Released at last from these people, if not from the spell they had cast on me, I wandered westwards and called Pattie from a phone box opposite the green bulge of the Planetarium. I went into a pub, ordered a whisky, and on impulse bought a round for twenty strangers. In Regent’s Park I finally succumbed to my emotions and did a little dance behind a statue, perhaps observed – from the windows of white mansions – by rich people who thought I had gone out of my mind.
My first duty was to send out invitations to the party for the grand opening of the Alpha. The guest list ran to hundreds of people, some
of the names so famous that even I had heard of them. We were also taking our first room bookings. Howard York approached this in a very odd manner. He instructed me that if anyone phoned for a room, I was to say that we were booked solid for the first three weeks, but they should call back later that evening in case something had become available. It was not so much that I minded telling a white lie – Howard was my boss, and I would do whatever he asked – but that it seemed extraordinarily rash. Why would a brand-new establishment decline business like this? Might I find myself out of a job in six weeks?
Almost everyone did indeed call again, though, and when – this time – a room was miraculously found for them, they sounded so grateful and relieved that I almost believed in the lie. Word got around that it was already nearly impossible to book a room at the Alpha. Enquiries doubled and trebled, the Bakelite telephone on my desk was ringing every other minute, and the fiction of the hotel’s unstoppable popularity was quickly willed into fact.
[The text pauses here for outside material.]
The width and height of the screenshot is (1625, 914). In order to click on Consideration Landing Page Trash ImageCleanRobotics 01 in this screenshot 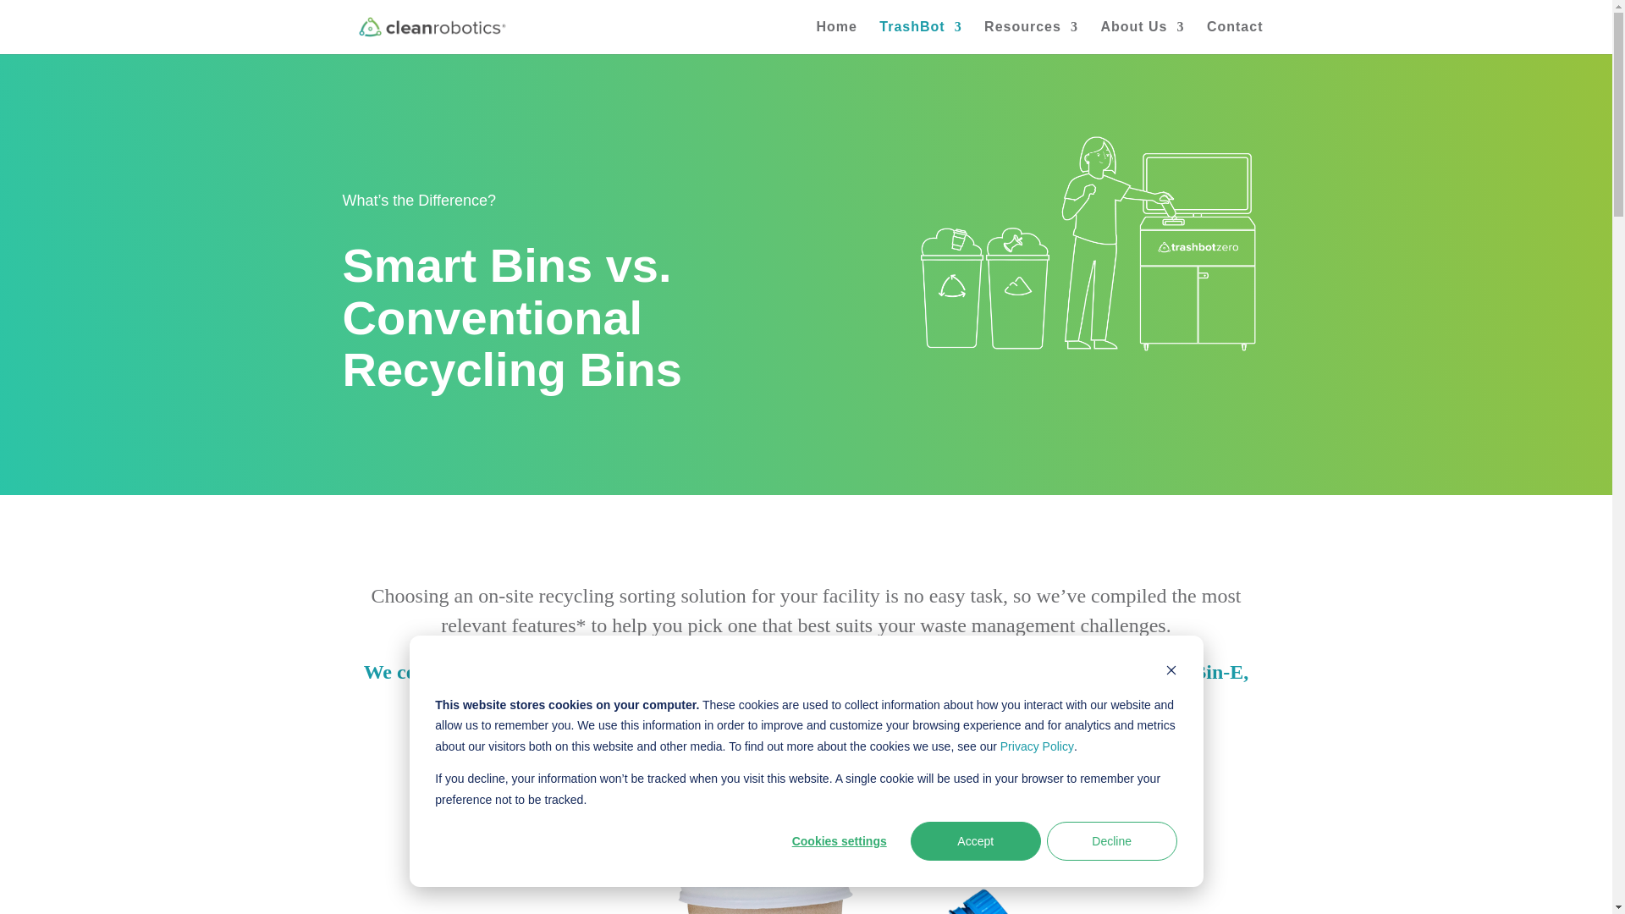, I will do `click(805, 865)`.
The party worked in much the same way. Though many luminaries had been asked to attend, plenty more went uninvited, the distinction between the two groups being quite arbitrary but inevitably coming to seem meaningful to those involved. Soon those in the latter group began making strenuous attempts to get themselves an invitation, and all the more so when a couple of fashionable magazines carried gossipy articles speculating upon who had, and had not, ‘made the list’. Howard, I was already realizing, had something of a gift for making things appear in print which he wished to be seen as accepted facts. At the same time there was this mischief, this relish for chaos, about him: he might spend half a day engineering a brief appearance by Mary Quant, but he also invited complete strangers, including a man whose dog ran up and tried to bite him on the Euston Road. On the day before the party, the hotel’s cellars were equipped to cater for the court of King Solomon himself, but it had ceased to be clear whether we were expecting fifty people or five thousand. Pattie was away from London visiting friends, and so I spent the whole day helping to get things ready.